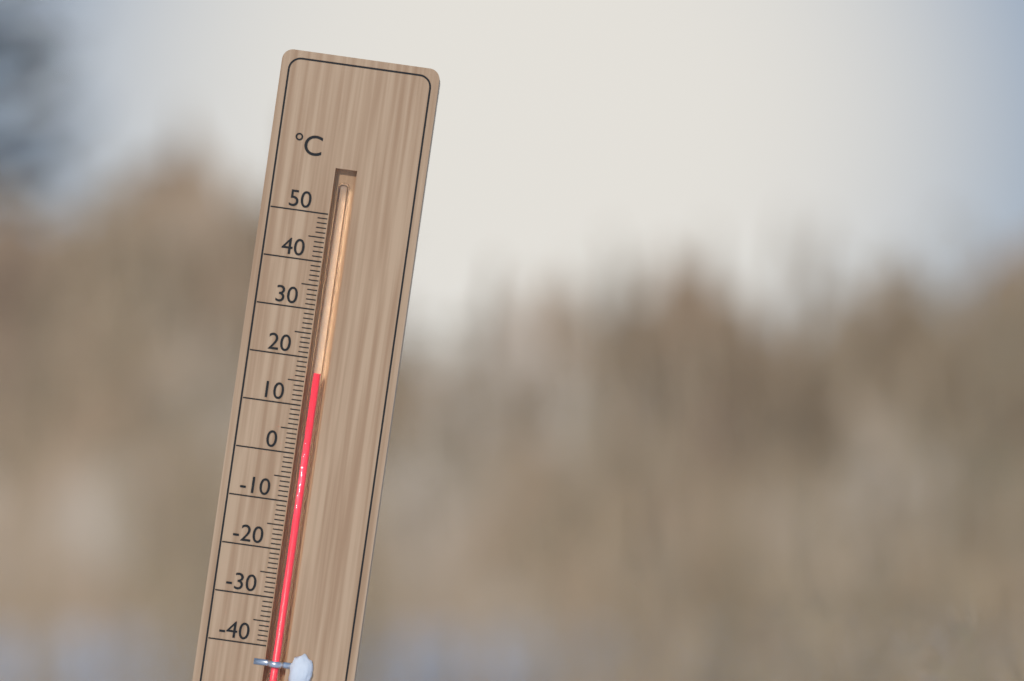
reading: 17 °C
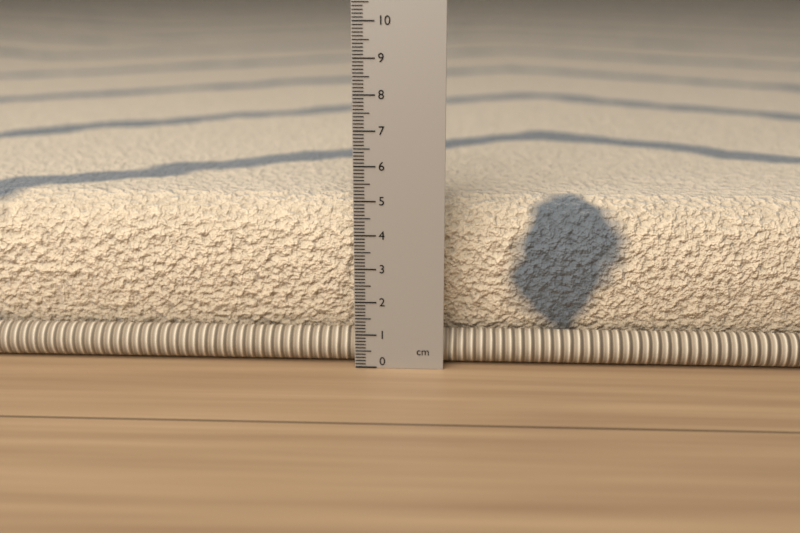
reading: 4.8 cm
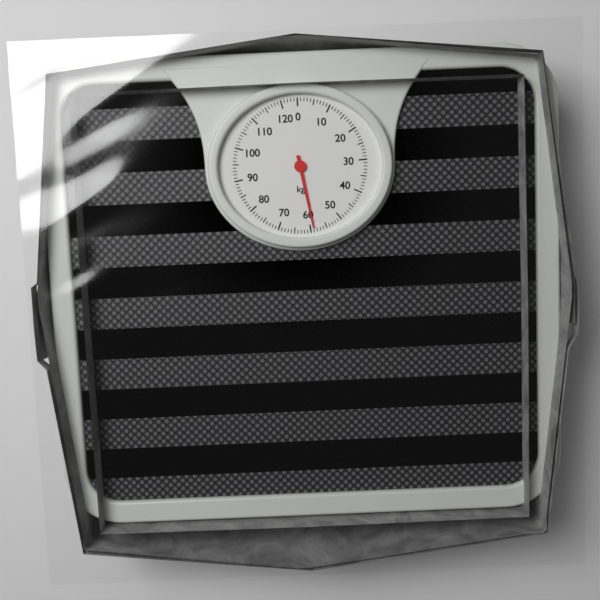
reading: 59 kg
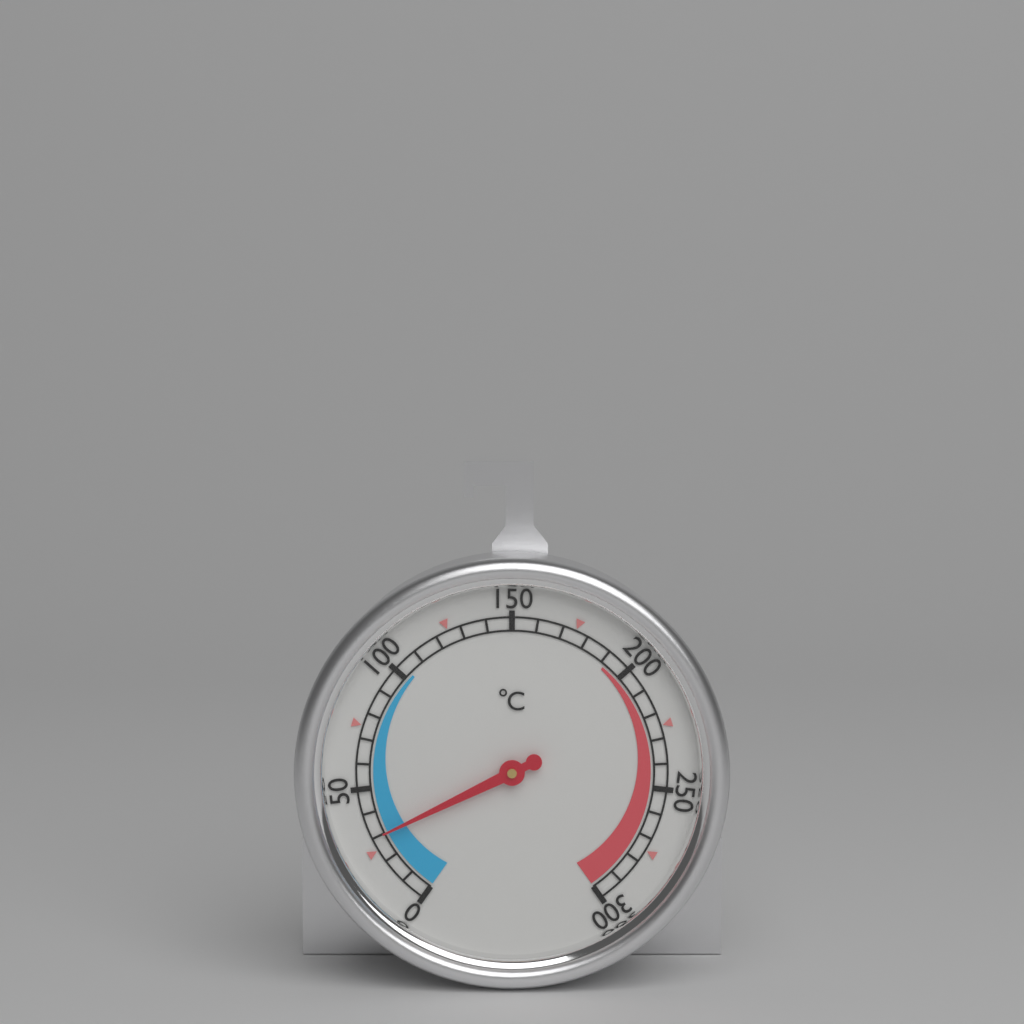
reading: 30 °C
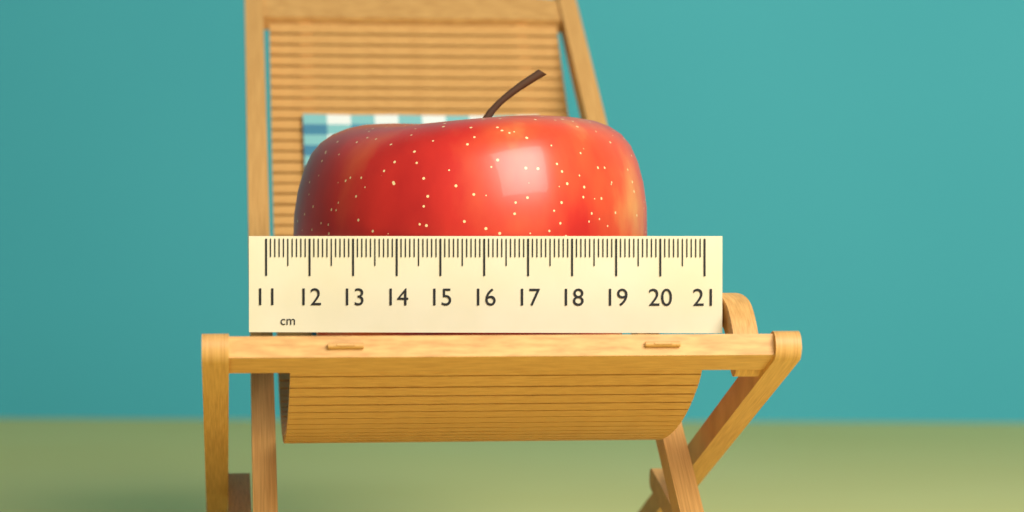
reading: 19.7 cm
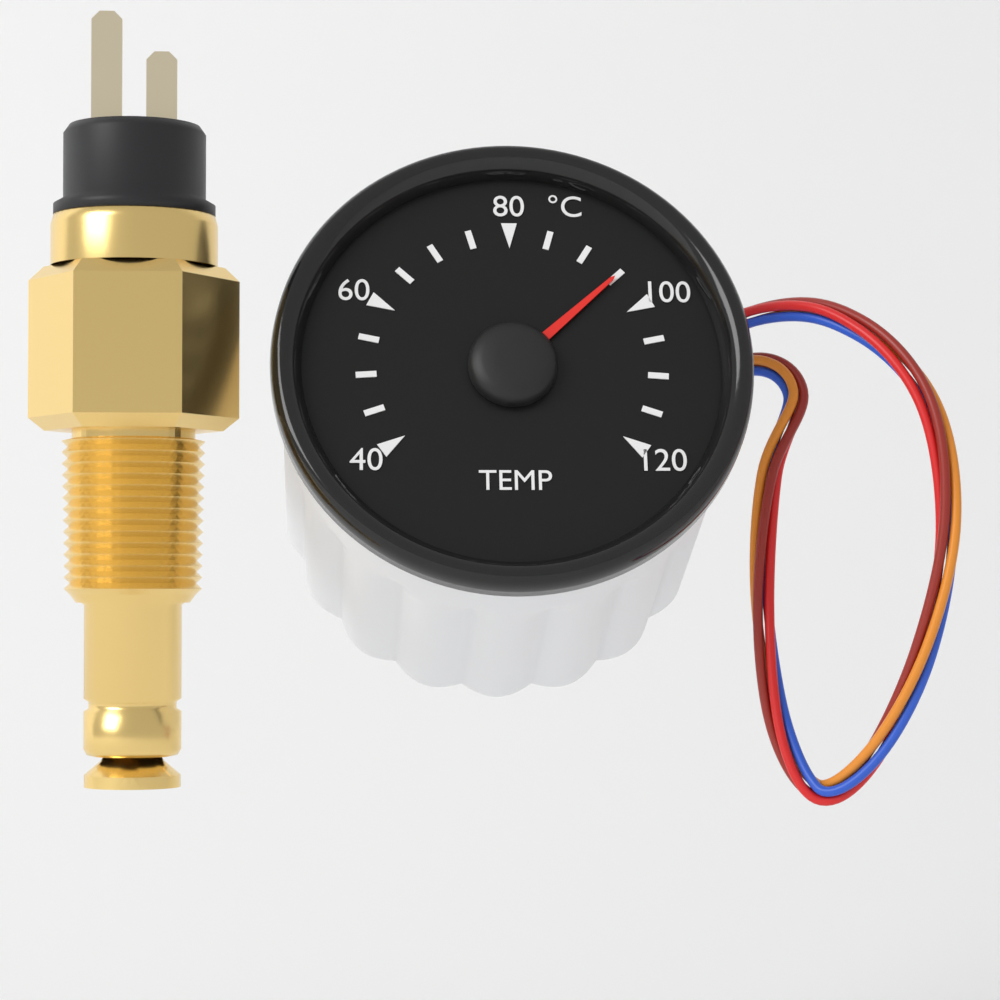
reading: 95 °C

Assignment: Images are to be skipped, and each line above is to be returned exactly.

Solution:
reading: 17 °C
reading: 4.8 cm
reading: 59 kg
reading: 30 °C
reading: 19.7 cm
reading: 95 °C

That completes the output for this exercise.